Aktuelle und vergangene Arbeitsgemeinschaften
Aktuelle Arbeitsgemeinschaften
How do we ensure that the use of AI for Holocaust memory and education is critically informed? How can AI models be used to enhance the memorialisation and pedagogical aims of the Holocaust memory and heritage sector? Whilst there is an emerging body of theoretical literature on this topic, there still remains a dearth of empirical answers. Our working group brings together an interdisciplinary group of academics, from the cognitive and communication sciences, and humanities, and memory practitioners to explore these urgent questions. We will use a design-led research methodology and be influenced by the development of working papers to adopt a mixed-method approach combining arts and science methodologies.
This project addresses the transformations reshaping academic publishing in the digital age. Driven by technological advancements, particularly digitalisation, datafication and artificial intelligence (AI), the scholarly literature is evolving from a collection of research accounts into a data-driven resource.
This century has been the deadliest for journalists while the working environment of conflict reporting has expanded to include civil protests, environmental crisis aftermaths, online harassment, and state surveillance, among other arenas. Rapidly-evolving sociopolitical and technological elements further exacerbate journalists‘ increased vulnerability. Our study seeks to understand the evolving nature of conflict reporting through the lenses of technological transformation and expanding conflict environments.
PolarNar will explore the power of polarizing visual narratives. In our highly visual society polarization is often developed by and through images. Images that support and propagate specific narratives about politics, identity or climate. Building on an extensive dataset of European social media visual content, PolarNar will investigate how activists and political actors visually represent issues connected with the climate debate and what role these visual narratives play in the existing polarization around the topic.
In 2022, the European Union (EU) underscored the need to build synergies between digital and green transitions – two paradigmatic shifts proposed lately in response to global economic and environmental challenges (Joint Research Centre, 2022). The working group aims to address the conceptual groundwork required for critically interfacing the two transitions. The key goal of the working group is to build a shared conceptual vocabulary from an anthropological perspective, while borrowing from other allied disciplines, to address the challenges and possibilities of thinking these processes together.
As generative AI transforms how news is produced and consumed, traditional skills – like evaluating sources and detecting bias – must evolve. This project investigates how generative AI is reshaping critical thinking, particularly in journalism, media studies, and education.
In 2024, the EU adopted the AI Act, a new set of rules for trustworthy artificial intelligence. The AI Act relies on standardisation, a regulatory technique that consists in crafting so-called harmonised technical standards, to facilitate legal compliance by the AI industry. While technical standards have been used in the past for ensuring product safety, for the first time standardisation aims to foster „human-centred“ AI in compliance with fundamental rights. Our working group explores how standardisation processes shape and stabilise notions of justice in the algorithmic society.
To answer this, we bring together scholars from law, philosophy, STS, critical algorithm studies and computer science. We study the work of EU standardisation bodies, examining how technical experts translate complex issues like bias, fairness, and fundamental rights into measurable norms and procedures.
Vergangene Arbeitsgemeinschaften
“A Day in the Life of Metadata” is a multi-disciplinary collaboration between a social scientist at the Surveillance Studies Centre and computer engineers at the Centre for Advanced Computing.
This research group studies the phenomenon of automated engagement on Instagram and Tumblr as an ensemble of software affordances, human interests and techniques of mediation.
Um Digitalisierung zu begreifen, muss diese transdisziplinär gedacht und erforscht werden. Wie? Die Mitglieder der AG halten es mehrheitlich für vergleichsweise aussichtsreich, sie in kultur-, sozial- und technikphilosophischer Perspektive als eine Fülle von kulturellen Prozessen zu thematisieren.
Digitalisierung in kultur-, sozial- und technikphilosophischer Perspektive wird zuerst und maßgeblich als eine Fülle von kulturellen Prozessen thematisiert, um von vornherein technozentrischen Blickverengungen zu entgehen.
Mit der Verbreitung des World Wide Webs und dem Aufkommen leicht zu bedienender Social-Web-Anwendungen verbinden sich Chancen und Risiken.
Digital technologies are the outcomes of social processes and in turn they continuously transform our societies in fundamental ways.
Instead of Google gathering data on users, „1n(tr0)verted Data: Ecologies and Economies of Google Search“ will ‚invert‘ search technologies by collecting data on Google Search.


▸ TASK BRIEF
Could you transcribe each record below exactly as written, setting the pictures aside?

▸ RECORDS PROVIDED
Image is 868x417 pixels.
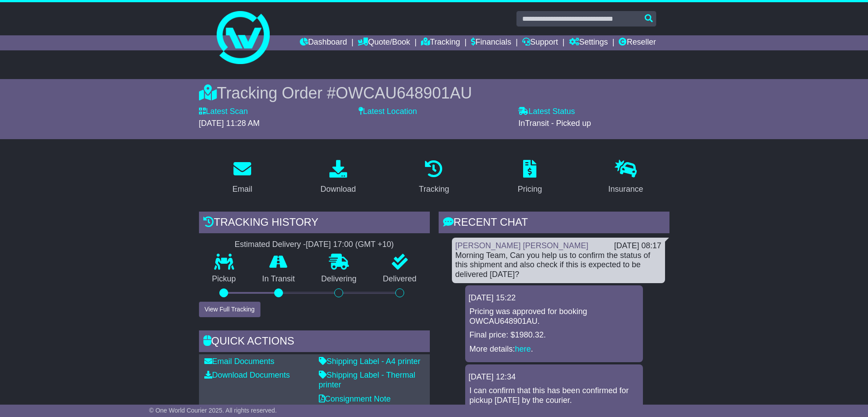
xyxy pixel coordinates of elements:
a: Dashboard [300,36,347,50]
a: Financials [471,36,511,50]
a: Insurance [603,157,649,198]
div: Quick Actions [199,331,430,354]
a: Email Documents [204,357,274,366]
a: Quote/Book [358,36,410,50]
div: [DATE] 12:34 [468,373,640,382]
div: Email [232,183,252,195]
div: Tracking history [199,212,430,235]
p: Delivering [308,274,370,284]
a: Tracking [421,36,459,50]
div: Download [321,183,356,195]
p: In Transit [249,274,308,284]
div: Morning Team, Can you help us to confirm the status of this shipment and also check if this is ex... [456,251,661,280]
span: © One World Courier 2025. All rights reserved. [149,407,277,414]
button: View Full Tracking [199,301,260,317]
p: I can confirm that this has been confirmed for pickup [DATE] by the courier. [470,386,638,405]
label: Latest Scan [199,107,248,116]
a: Pricing [512,157,548,198]
a: Download [315,157,361,198]
label: Latest Location [358,107,417,116]
div: [DATE] 08:17 [614,241,661,251]
a: Tracking [413,157,454,198]
div: Insurance [608,183,643,195]
div: Tracking Order # [199,83,669,102]
a: [PERSON_NAME] [PERSON_NAME] [456,241,589,250]
span: [DATE] 11:28 AM [199,119,260,128]
span: OWCAU648901AU [335,84,472,102]
a: here [515,345,531,353]
a: Consignment Note [319,394,391,403]
p: Pricing was approved for booking OWCAU648901AU. [470,307,638,326]
div: Estimated Delivery - [199,240,430,249]
p: More details: . [470,345,638,354]
a: Settings [569,36,608,50]
div: Tracking [419,183,449,195]
p: Final price: $1980.32. [470,331,638,340]
div: Pricing [517,183,542,195]
div: [DATE] 15:22 [468,293,640,303]
a: Shipping Label - A4 printer [319,357,421,366]
div: [DATE] 17:00 (GMT +10) [306,240,394,249]
a: Download Documents [204,371,290,379]
a: Shipping Label - Thermal printer [319,371,416,389]
p: Delivered [370,274,430,284]
p: Pickup [199,274,249,284]
a: Reseller [619,36,655,50]
div: RECENT CHAT [438,212,669,235]
label: Latest Status [518,107,575,116]
a: Email [227,157,258,198]
span: InTransit - Picked up [518,119,591,128]
a: Support [522,36,558,50]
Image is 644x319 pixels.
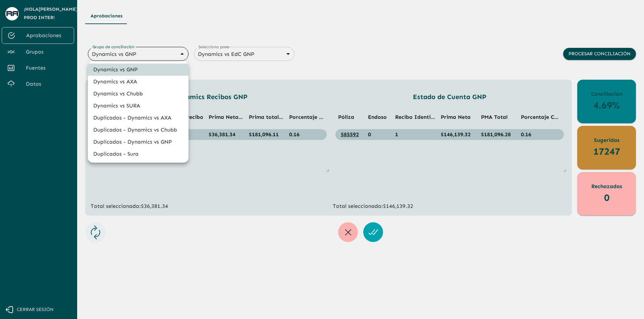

▸ RESPONSE AREA
Image is 868x417 pixels.
xyxy pixel coordinates of elements:
a: Dashboard [300,36,347,50]
a: Financials [471,36,511,50]
a: Insurance [603,157,649,198]
div: Quick Actions [199,331,430,354]
a: Email Documents [204,357,274,366]
a: Quote/Book [358,36,410,50]
div: [DATE] 12:34 [468,373,640,382]
div: Email [232,183,252,195]
div: Tracking history [199,212,430,235]
p: Delivering [308,274,370,284]
a: Tracking [421,36,459,50]
div: Download [321,183,356,195]
p: In Transit [249,274,308,284]
div: Morning Team, Can you help us to confirm the status of this shipment and also check if this is ex... [456,251,661,280]
span: © One World Courier 2025. All rights reserved. [149,407,277,414]
button: View Full Tracking [199,301,260,317]
p: I can confirm that this has been confirmed for pickup [DATE] by the courier. [470,386,638,405]
label: Latest Scan [199,107,248,116]
a: Pricing [512,157,548,198]
a: Download [315,157,361,198]
label: Latest Location [358,107,417,116]
div: [DATE] 08:17 [614,241,661,251]
a: Tracking [413,157,454,198]
div: Insurance [608,183,643,195]
div: Tracking Order # [199,83,669,102]
a: [PERSON_NAME] [PERSON_NAME] [456,241,589,250]
span: [DATE] 11:28 AM [199,119,260,128]
span: OWCAU648901AU [335,84,472,102]
a: here [515,345,531,353]
a: Consignment Note [319,394,391,403]
p: Pricing was approved for booking OWCAU648901AU. [470,307,638,326]
div: Estimated Delivery - [199,240,430,249]
p: More details: . [470,345,638,354]
a: Settings [569,36,608,50]
div: Tracking [419,183,449,195]
p: Final price: $1980.32. [470,331,638,340]
div: Pricing [517,183,542,195]
div: [DATE] 15:22 [468,293,640,303]
a: Shipping Label - A4 printer [319,357,421,366]
div: [DATE] 17:00 (GMT +10) [306,240,394,249]
a: Download Documents [204,371,290,379]
a: Shipping Label - Thermal printer [319,371,416,389]
p: Delivered [370,274,430,284]
p: Pickup [199,274,249,284]
a: Reseller [619,36,655,50]
div: RECENT CHAT [438,212,669,235]
label: Latest Status [518,107,575,116]
a: Email [227,157,258,198]
span: InTransit - Picked up [518,119,591,128]
a: Support [522,36,558,50]
Image is 644x319 pixels.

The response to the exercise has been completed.